Consultations today on ties with US

ISLAMABAD: Pakistan is to review its relationship with the United States, the prime minister’s office said on Sunday, following the killing of Taliban leader Hakeemullah Mehsud in a US drone strike.

But a top-level meeting to examine relations scheduled for Sunday was postponed at the last minute without explanation.

Hakeemullah Mehsud, who had a $5 million US bounty on his head, was killed on Friday in the militant stronghold of North Waziristan, near the Afghan border.

Prime Minister Nawaz Sharif’s office said he would chair a meeting on the consequences for ties with Washington. There was no indication when it might take place.

The prime minister, who arrived in Lahore on Sunday after a three-day visit to the UK, will meet Chief of Army Staff General Ashfaq Parvez Kayani on Monday and attend a briefing at the Foreign Office.

He will meet Gen Kayani at a reception to be hosted by the Bahawalpur corps commander in Bahawalpur, according to sources.
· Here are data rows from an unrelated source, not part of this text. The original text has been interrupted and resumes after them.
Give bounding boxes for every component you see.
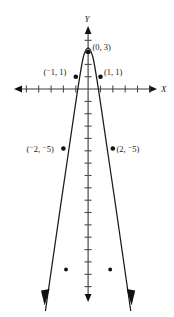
x-axis-left-arrowhead <box>14 86 22 93</box>
curve-right-arrowhead <box>127 289 136 305</box>
y-axis <box>85 26 92 302</box>
x-axis-label: X <box>160 84 167 94</box>
curve-marker-right-tail <box>108 268 112 272</box>
y-axis-ticks <box>85 40 92 286</box>
x-axis <box>14 86 157 93</box>
y-axis-bottom-arrowhead <box>85 294 92 302</box>
data-point-1-1 <box>98 74 103 79</box>
parabola-plot: X Y (0, 3) (⁻1, 1) (1, 1) (⁻2, ⁻5) (2, ⁻… <box>0 0 174 317</box>
point-label-1-1: (1, 1) <box>104 67 123 77</box>
curve-marker-left-tail <box>64 268 68 272</box>
data-point-2-neg5 <box>111 146 116 151</box>
graph-figure: X Y (0, 3) (⁻1, 1) (1, 1) (⁻2, ⁻5) (2, ⁻… <box>0 0 174 317</box>
curve-left-arrowhead <box>41 289 50 305</box>
point-label-2-neg5: (2, ⁻5) <box>117 144 140 154</box>
point-label-0-3: (0, 3) <box>93 42 112 52</box>
data-point-0-3 <box>86 50 91 55</box>
data-point-neg2-neg5 <box>61 146 66 151</box>
data-point-neg1-1 <box>74 74 79 79</box>
point-label-neg2-neg5: (⁻2, ⁻5) <box>27 144 55 154</box>
point-label-neg1-1: (⁻1, 1) <box>44 67 67 77</box>
y-axis-top-arrowhead <box>85 26 92 34</box>
y-axis-label: Y <box>85 14 91 24</box>
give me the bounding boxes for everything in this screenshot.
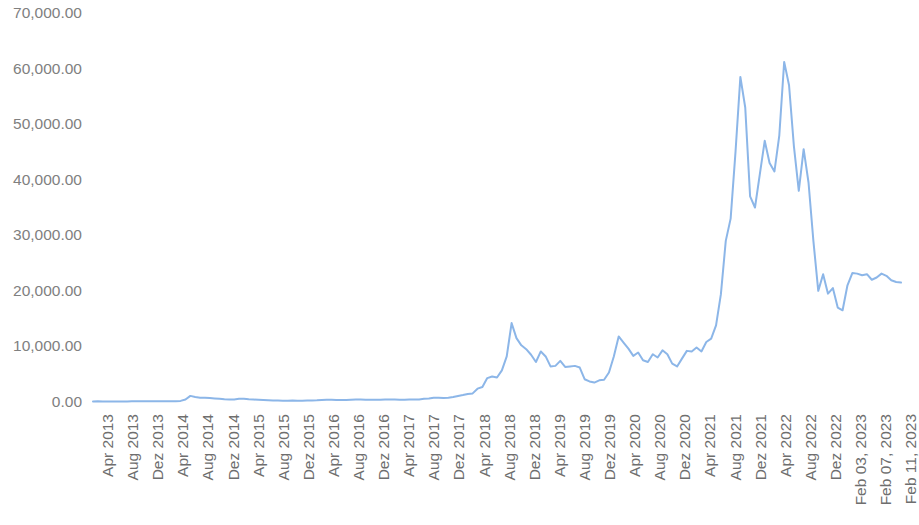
price-series-line [93, 62, 901, 402]
y-axis-tick-label: 10,000.00 [13, 339, 82, 355]
x-axis-tick-label: Dez 2022 [828, 414, 844, 480]
x-axis-tick-label: Dez 2017 [451, 414, 467, 480]
x-axis-tick-label: Aug 2021 [728, 414, 744, 480]
x-axis-tick-label: Aug 2018 [502, 414, 518, 480]
x-axis: Apr 2013Aug 2013Dez 2013Apr 2014Aug 2014… [88, 410, 906, 525]
x-axis-tick-label: Aug 2020 [652, 414, 668, 480]
x-axis-tick-label: Apr 2014 [175, 414, 191, 477]
x-axis-tick-label: Aug 2017 [426, 414, 442, 480]
x-axis-tick-label: Apr 2016 [326, 414, 342, 477]
y-axis: 0.0010,000.0020,000.0030,000.0040,000.00… [0, 0, 88, 410]
price-series-svg [88, 0, 906, 410]
x-axis-tick-label: Dez 2014 [226, 414, 242, 480]
x-axis-tick-label: Dez 2016 [376, 414, 392, 480]
x-axis-tick-label: Dez 2020 [677, 414, 693, 480]
x-axis-tick-label: Apr 2017 [401, 414, 417, 477]
y-axis-tick-label: 0.00 [52, 394, 82, 410]
x-axis-tick-label: Aug 2014 [200, 414, 216, 480]
x-axis-tick-label: Aug 2016 [351, 414, 367, 480]
y-axis-tick-label: 30,000.00 [13, 228, 82, 244]
y-axis-tick-label: 60,000.00 [13, 61, 82, 77]
x-axis-tick-label: Feb 07, 2023 [878, 414, 894, 505]
y-axis-tick-label: 70,000.00 [13, 5, 82, 21]
x-axis-tick-label: Dez 2019 [602, 414, 618, 480]
x-axis-tick-label: Feb 11, 2023 [903, 414, 919, 504]
plot-area [88, 0, 906, 410]
x-axis-tick-label: Aug 2022 [803, 414, 819, 480]
x-axis-tick-label: Feb 03, 2023 [853, 414, 869, 505]
x-axis-tick-label: Apr 2018 [477, 414, 493, 477]
x-axis-tick-label: Apr 2019 [552, 414, 568, 477]
x-axis-tick-label: Apr 2020 [627, 414, 643, 477]
x-axis-tick-label: Aug 2015 [276, 414, 292, 480]
y-axis-tick-label: 50,000.00 [13, 116, 82, 132]
x-axis-tick-label: Dez 2015 [301, 414, 317, 480]
x-axis-tick-label: Apr 2022 [778, 414, 794, 477]
x-axis-tick-label: Apr 2021 [702, 414, 718, 477]
x-axis-tick-label: Dez 2018 [527, 414, 543, 480]
y-axis-tick-label: 40,000.00 [13, 172, 82, 188]
y-axis-tick-label: 20,000.00 [13, 283, 82, 299]
x-axis-tick-label: Apr 2015 [251, 414, 267, 477]
x-axis-tick-label: Dez 2021 [753, 414, 769, 480]
x-axis-tick-label: Aug 2019 [577, 414, 593, 480]
x-axis-tick-label: Apr 2013 [100, 414, 116, 477]
x-axis-tick-label: Aug 2013 [125, 414, 141, 480]
x-axis-tick-label: Dez 2013 [150, 414, 166, 480]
The prime minister and the army chief will be given a briefing on national security affairs.

Then Mr Sharif will go to Islamabad where the Foreign Office has arranged the briefing.

Another source said that the prime minister was expected to make a policy statement on the situation arising out of the killing of Hakeemullah Mehsud in the National Assembly on Monday.

A statement issued on behalf of Punjab Chief Minister Shahbaz Sharif on late Sunday evening termed the attack a violation of the guarantee given by a high US official that drone attacks would not take place while Pakistan was holding peace talks with the militants.

Meanwhile, Khyber Pakhtunkhwa Chief Minister Pervez Khattak told a public meeting in Mansehra that a session of the provincial assembly had been summoned on Monday in which a resolution calling for the blockade of Nato supplies would be adopted.

He said that before the session they would take into confidence leaders of other political parties represented in the assembly. “People of the province want Nato supply lines to be cut off and we will come up to their expectations,” he said.

The KP government would implement the resolution, the chief minister said.

A single drone strike had sabotaged the proposed talks needed to end bloodshed in tribal areas and KP, he said.

The Sindh Assembly is also likely to discuss the drone attack and the killing of Hakeemullah Mehsud on Monday.